After years of foot-dragging and empty threats, Senate Republicans finally seemed poised to hold ObamaGate conspirators publicly accountable for their complicity in the biggest political scandal in U.S. history. Senate Judiciary Committee chairman Lindsey Graham (R-S.C.) last month issued a list of more than 50 Obama-era officials he threatened to subpoena and compel to testify before the committee he has controlled for nearly 18 months.
The list includes key figures such as former FBI Director James Comey; former acting Attorney General Sally Yates; former CIA Director John Brennan; and former Deputy FBI Director Andrew McCabe. Graham’s committee, according to a May 14 statement, “would debate and vote on a subpoena authorization related to the FISA abuse investigation and oversight of the Crossfire Hurricane investigation.”

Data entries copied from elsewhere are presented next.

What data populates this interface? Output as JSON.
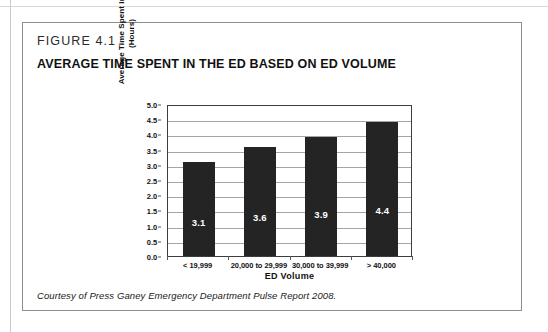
{
  "figure": {
    "number": "FIGURE 4.1",
    "title": "AVERAGE TIME SPENT IN THE ED BASED ON ED VOLUME",
    "caption": "Courtesy of Press Ganey Emergency Department Pulse Report 2008."
  },
  "colors": {
    "bar": "#242424",
    "gridline": "#a5a5a5",
    "axis": "#3d3d3d",
    "bar_label": "#ffffff",
    "figure_border": "#8d8d8d"
  },
  "chart_data": {
    "type": "bar",
    "title": "AVERAGE TIME SPENT IN THE ED BASED ON ED VOLUME",
    "categories": [
      "< 19,999",
      "20,000 to 29,999",
      "30,000 to 39,999",
      "> 40,000"
    ],
    "values": [
      3.1,
      3.6,
      3.9,
      4.4
    ],
    "data_labels": [
      "3.1",
      "3.6",
      "3.9",
      "4.4"
    ],
    "xlabel": "ED Volume",
    "ylabel": "Average Time Spent in ED (Hours)",
    "ylabel_line1": "Average Time Spent in ED",
    "ylabel_line2": "(Hours)",
    "ylim": [
      0.0,
      5.0
    ],
    "ytick_step": 0.5,
    "yticks": [
      0.0,
      0.5,
      1.0,
      1.5,
      2.0,
      2.5,
      3.0,
      3.5,
      4.0,
      4.5,
      5.0
    ],
    "ytick_labels": [
      "0.0",
      "0.5",
      "1.0",
      "1.5",
      "2.0",
      "2.5",
      "3.0",
      "3.5",
      "4.0",
      "4.5",
      "5.0"
    ],
    "grid": true,
    "grid_axis": "y",
    "legend": false,
    "legend_position": "none"
  }
}
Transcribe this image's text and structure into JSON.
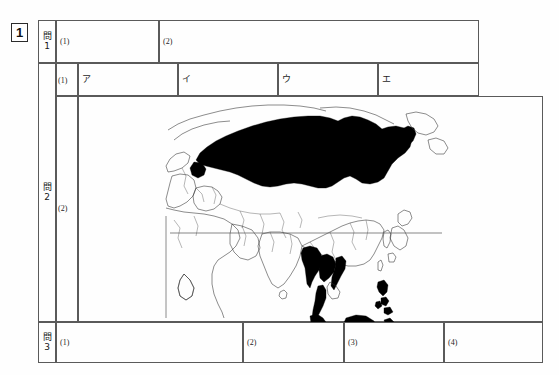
{
  "sheet": {
    "problem_number": "1",
    "sections": [
      {
        "id": "mon1",
        "kanji": "問",
        "number": "1",
        "items": [
          {
            "label": "(1)",
            "value": ""
          },
          {
            "label": "(2)",
            "value": ""
          }
        ]
      },
      {
        "id": "mon2",
        "kanji": "問",
        "number": "2",
        "items": [
          {
            "label": "(1)",
            "value": ""
          },
          {
            "label": "(2)",
            "value": ""
          }
        ],
        "choices": [
          {
            "label": "ア",
            "value": ""
          },
          {
            "label": "イ",
            "value": ""
          },
          {
            "label": "ウ",
            "value": ""
          },
          {
            "label": "エ",
            "value": ""
          }
        ]
      },
      {
        "id": "mon3",
        "kanji": "問",
        "number": "3",
        "items": [
          {
            "label": "(1)",
            "value": ""
          },
          {
            "label": "(2)",
            "value": ""
          },
          {
            "label": "(3)",
            "value": ""
          },
          {
            "label": "(4)",
            "value": ""
          }
        ]
      }
    ],
    "map": {
      "name": "eurasia-oceania-outline-map",
      "equator_line": true,
      "shaded_regions": [
        "Russia",
        "Myanmar",
        "Thailand",
        "Malaysia",
        "Indonesia",
        "Philippines",
        "Papua New Guinea",
        "Brunei"
      ],
      "outlined_regions": [
        "Europe",
        "Middle East",
        "India",
        "China",
        "Mongolia",
        "Japan",
        "Korea",
        "Australia",
        "New Zealand",
        "Madagascar",
        "Africa (partial)",
        "Alaska (partial)"
      ]
    },
    "colors": {
      "ink": "#1a1a1a",
      "rule": "#5a5a5a",
      "fill": "#000000",
      "paper": "#fefefe"
    }
  }
}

Open hearings, long pushed by rank-and-file Republicans frustrated with the lack of culpability and slow pace of ongoing Justice Department criminal investigations, would force ObamaGate accomplices to explain their malfeasance to the American people. Testimony on Wednesday afternoon by former Deputy Attorney General Rod Rosenstein again underscored how top law enforcement officials have escaped any measure of accountability. Rosenstein played dumb, claimed he was misled by his FBI underlings and that’s why he signed an illegal FISA warrant on Carter Page, appointed Special Counsel Robert Mueller, and expanded Mueller’s reach a few months later even though he had no solid proof of any crime.
But thanks to opposition from his own party, Graham had to postpone a vote to issue the subpoenas until next week. Senate Democrats successfully hijacked the discussion to instead vent about police brutality and racism. “Instead of engaging in political partisan gains on behalf of this president what the American people want this committee to do is to be relevant to why they are shouting and marching and crying in the streets of our country,” California Senator Kamala Harris (D-Calif.) scolded Thursday morning. “I would dare say the conversation we are having today is irrelevant to what…is happening on the streets of America today.”

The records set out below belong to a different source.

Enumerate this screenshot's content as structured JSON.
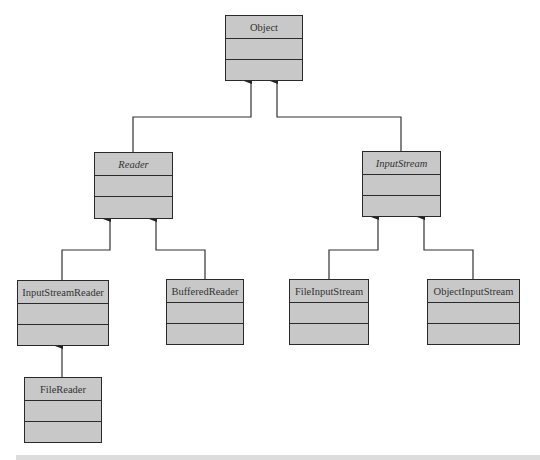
{
  "diagram": {
    "type": "UML class hierarchy",
    "classes": {
      "object": {
        "name": "Object",
        "abstract": false
      },
      "reader": {
        "name": "Reader",
        "abstract": true
      },
      "inputstream": {
        "name": "InputStream",
        "abstract": true
      },
      "inputstreamreader": {
        "name": "InputStreamReader",
        "abstract": false
      },
      "bufferedreader": {
        "name": "BufferedReader",
        "abstract": false
      },
      "fileinputstream": {
        "name": "FileInputStream",
        "abstract": false
      },
      "objectinputstream": {
        "name": "ObjectInputStream",
        "abstract": false
      },
      "filereader": {
        "name": "FileReader",
        "abstract": false
      }
    },
    "relationships": [
      {
        "from": "Reader",
        "to": "Object",
        "type": "inheritance"
      },
      {
        "from": "InputStream",
        "to": "Object",
        "type": "inheritance"
      },
      {
        "from": "InputStreamReader",
        "to": "Reader",
        "type": "inheritance"
      },
      {
        "from": "BufferedReader",
        "to": "Reader",
        "type": "inheritance"
      },
      {
        "from": "FileInputStream",
        "to": "InputStream",
        "type": "inheritance"
      },
      {
        "from": "ObjectInputStream",
        "to": "InputStream",
        "type": "inheritance"
      },
      {
        "from": "FileReader",
        "to": "InputStreamReader",
        "type": "inheritance"
      }
    ],
    "colors": {
      "box_fill": "#c8c8c8",
      "box_border": "#2a2a2a",
      "line": "#333333"
    }
  }
}
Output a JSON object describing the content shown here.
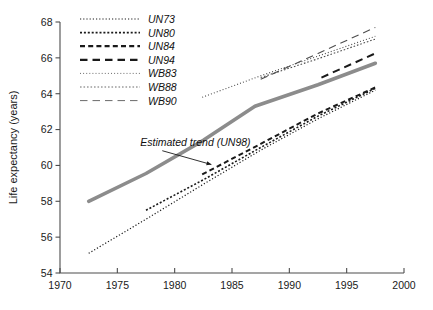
{
  "chart_data": {
    "type": "line",
    "title": "",
    "subtitle": "",
    "xlabel": "",
    "ylabel": "Life expectancy (years)",
    "xlim": [
      1970,
      2000
    ],
    "ylim": [
      54,
      68
    ],
    "xticks": [
      1970,
      1975,
      1980,
      1985,
      1990,
      1995,
      2000
    ],
    "xtick_labels": [
      "1970",
      "1975",
      "1980",
      "1985",
      "1990",
      "1995",
      "2000"
    ],
    "yticks": [
      54,
      56,
      58,
      60,
      62,
      64,
      66,
      68
    ],
    "ytick_labels": [
      "54",
      "56",
      "58",
      "60",
      "62",
      "64",
      "66",
      "68"
    ],
    "grid": false,
    "legend_position": "top-left",
    "annotations": [
      {
        "text": "Estimated trend (UN98)",
        "x": 1977.0,
        "y": 61.1,
        "points_to_x": 1983.2,
        "points_to_y": 60.05
      }
    ],
    "series": [
      {
        "name": "UN73",
        "style": "fine-dotted",
        "color": "#1a1a1a",
        "width": 1.2,
        "x": [
          1972.5,
          1977.5,
          1982.5,
          1987.5,
          1992.5,
          1997.5
        ],
        "y": [
          55.1,
          57.0,
          58.95,
          60.85,
          62.6,
          64.2
        ]
      },
      {
        "name": "UN80",
        "style": "dotted",
        "color": "#1a1a1a",
        "width": 1.6,
        "x": [
          1977.5,
          1982.5,
          1987.5,
          1992.5,
          1997.5
        ],
        "y": [
          57.5,
          59.2,
          61.0,
          62.75,
          64.3
        ]
      },
      {
        "name": "UN84",
        "style": "dashed",
        "color": "#1a1a1a",
        "width": 2.0,
        "x": [
          1982.4,
          1987.5,
          1992.5,
          1997.5
        ],
        "y": [
          59.5,
          61.2,
          62.9,
          64.35
        ]
      },
      {
        "name": "UN94",
        "style": "long-dashed",
        "color": "#1a1a1a",
        "width": 2.0,
        "x": [
          1992.8,
          1997.5
        ],
        "y": [
          64.9,
          66.25
        ]
      },
      {
        "name": "WB83",
        "style": "fine-dotted",
        "color": "#4d4d4d",
        "width": 1.1,
        "x": [
          1982.4,
          1987.5,
          1992.5,
          1997.5
        ],
        "y": [
          63.8,
          65.0,
          66.1,
          67.2
        ]
      },
      {
        "name": "WB88",
        "style": "small-dotted",
        "color": "#4d4d4d",
        "width": 1.1,
        "x": [
          1987.5,
          1992.5,
          1997.5
        ],
        "y": [
          64.9,
          65.95,
          67.05
        ]
      },
      {
        "name": "WB90",
        "style": "long-dashed",
        "color": "#4d4d4d",
        "width": 1.1,
        "x": [
          1987.5,
          1992.5,
          1997.5
        ],
        "y": [
          64.8,
          66.25,
          67.7
        ]
      },
      {
        "name": "UN98",
        "label": "Estimated trend (UN98)",
        "style": "solid-thick",
        "color": "#8c8c8c",
        "width": 3.6,
        "in_legend": false,
        "x": [
          1972.5,
          1977.5,
          1982.5,
          1987.0,
          1992.5,
          1997.5
        ],
        "y": [
          58.0,
          59.55,
          61.4,
          63.3,
          64.5,
          65.7
        ]
      }
    ],
    "legend_entries": [
      {
        "label": "UN73",
        "style": "fine-dotted",
        "color": "#1a1a1a",
        "width": 1.2
      },
      {
        "label": "UN80",
        "style": "dotted",
        "color": "#1a1a1a",
        "width": 1.7
      },
      {
        "label": "UN84",
        "style": "dashed",
        "color": "#1a1a1a",
        "width": 2.2
      },
      {
        "label": "UN94",
        "style": "long-dashed",
        "color": "#1a1a1a",
        "width": 2.2
      },
      {
        "label": "WB83",
        "style": "fine-dotted",
        "color": "#6b6b6b",
        "width": 1.0
      },
      {
        "label": "WB88",
        "style": "small-dotted",
        "color": "#6b6b6b",
        "width": 1.0
      },
      {
        "label": "WB90",
        "style": "long-dashed",
        "color": "#6b6b6b",
        "width": 1.0
      }
    ]
  }
}
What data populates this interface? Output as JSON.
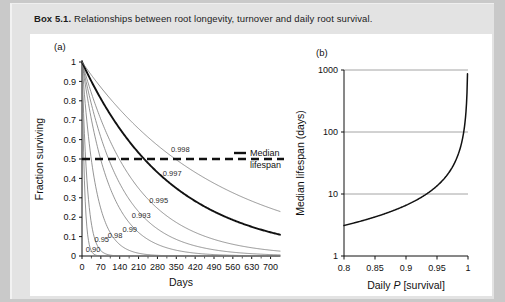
{
  "caption": {
    "box_label": "Box 5.1.",
    "text": "Relationships between root longevity, turnover and daily root survival."
  },
  "panel_a": {
    "tag": "(a)",
    "annotation_line1": "Median",
    "annotation_line2": "lifespan"
  },
  "panel_b": {
    "tag": "(b)"
  },
  "chart_data": [
    {
      "id": "panel-a",
      "type": "line",
      "title": "",
      "xlabel": "Days",
      "ylabel": "Fraction surviving",
      "xlim": [
        0,
        735
      ],
      "ylim": [
        0,
        1
      ],
      "xticks": [
        0,
        70,
        140,
        210,
        280,
        350,
        420,
        490,
        560,
        630,
        700
      ],
      "yticks": [
        0,
        0.1,
        0.2,
        0.3,
        0.4,
        0.5,
        0.6,
        0.7,
        0.8,
        0.9,
        1
      ],
      "ytick_labels": [
        "0",
        "0.1",
        "0.2",
        "0.3",
        "0.4",
        "0.5",
        "0.6",
        "0.7",
        "0.8",
        "0.9",
        "1"
      ],
      "grid": false,
      "legend_position": "inline-curve-labels",
      "equation": "fraction_surviving = P^days",
      "series": [
        {
          "name": "0.90",
          "p": 0.9,
          "label": "0.90",
          "color": "#7a7a7a",
          "width": 0.8,
          "label_x": 14,
          "label_y": 0.02
        },
        {
          "name": "0.95",
          "p": 0.95,
          "label": "0.95",
          "color": "#7a7a7a",
          "width": 0.8,
          "label_x": 46,
          "label_y": 0.07
        },
        {
          "name": "0.98",
          "p": 0.98,
          "label": "0.98",
          "color": "#7a7a7a",
          "width": 0.8,
          "label_x": 96,
          "label_y": 0.095
        },
        {
          "name": "0.99",
          "p": 0.99,
          "label": "0.99",
          "color": "#7a7a7a",
          "width": 0.8,
          "label_x": 150,
          "label_y": 0.125
        },
        {
          "name": "0.993",
          "p": 0.993,
          "label": "0.993",
          "color": "#7a7a7a",
          "width": 0.8,
          "label_x": 185,
          "label_y": 0.195
        },
        {
          "name": "0.995",
          "p": 0.995,
          "label": "0.995",
          "color": "#7a7a7a",
          "width": 0.8,
          "label_x": 250,
          "label_y": 0.275
        },
        {
          "name": "0.997",
          "p": 0.997,
          "label": "0.997",
          "color": "#111111",
          "width": 1.9,
          "label_x": 300,
          "label_y": 0.41
        },
        {
          "name": "0.998",
          "p": 0.998,
          "label": "0.998",
          "color": "#7a7a7a",
          "width": 0.8,
          "label_x": 330,
          "label_y": 0.535
        }
      ],
      "median_line": {
        "y": 0.5,
        "style": "dashed",
        "color": "#111111",
        "label": "Median lifespan"
      }
    },
    {
      "id": "panel-b",
      "type": "line",
      "title": "",
      "xlabel": "Daily P [survival]",
      "xlabel_italic_part": "P",
      "ylabel": "Median lifespan (days)",
      "xlim": [
        0.8,
        1.0
      ],
      "ylim": [
        1,
        1000
      ],
      "yscale": "log",
      "xticks": [
        0.8,
        0.85,
        0.9,
        0.95,
        1
      ],
      "xtick_labels": [
        "0.8",
        "0.85",
        "0.9",
        "0.95",
        "1"
      ],
      "yticks": [
        1,
        10,
        100,
        1000
      ],
      "ytick_labels": [
        "1",
        "10",
        "100",
        "1000"
      ],
      "grid": true,
      "equation": "median_lifespan = ln(0.5)/ln(P)",
      "series": [
        {
          "name": "median-lifespan",
          "color": "#111111",
          "width": 1.5,
          "points_x": [
            0.8,
            0.82,
            0.84,
            0.86,
            0.88,
            0.9,
            0.92,
            0.94,
            0.95,
            0.96,
            0.97,
            0.98,
            0.99,
            0.995,
            0.998
          ],
          "points_y": [
            3.1,
            3.5,
            4.0,
            4.6,
            5.4,
            6.6,
            8.3,
            11.2,
            13.5,
            17.0,
            22.8,
            34.3,
            69.0,
            138.3,
            346.2
          ]
        }
      ]
    }
  ]
}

Senator Ben Sasse (R-Neb.) shared Harris’ disinterest in Graham’s attempt to call ObamaGate accomplices to account. Sasse, who has been silent on this unprecedented abuse of federal power against a political foe despite his spot on the Judiciary committee, ranted that “some of us have other work to do” and asked how much longer the meeting would last. “It’s bullshit the way people grandstand for cameras in here,” Sasse scolded. “The Senate doesn’t work…ninety percent of our committees are about people trolling for soundbites.” (Sasse gave a similar dramatic, weepy monologue to an empty Senate chamber during the Kavanaugh-Ford debacle in 2018.)
Sasse’s brief tirade was his only contribution to the meeting; he didn’t even bother attending Rosenstein’s 3-hour testimony on Wednesday. The Nebraska Republican spent more time authoring a statement to condemn the president’s “photo op” at St. John’s this week than he did exposing corrupt Obama-era Democrats.
After winning his Republican primary last month, Sasse is back to his old anti-Trump tricks.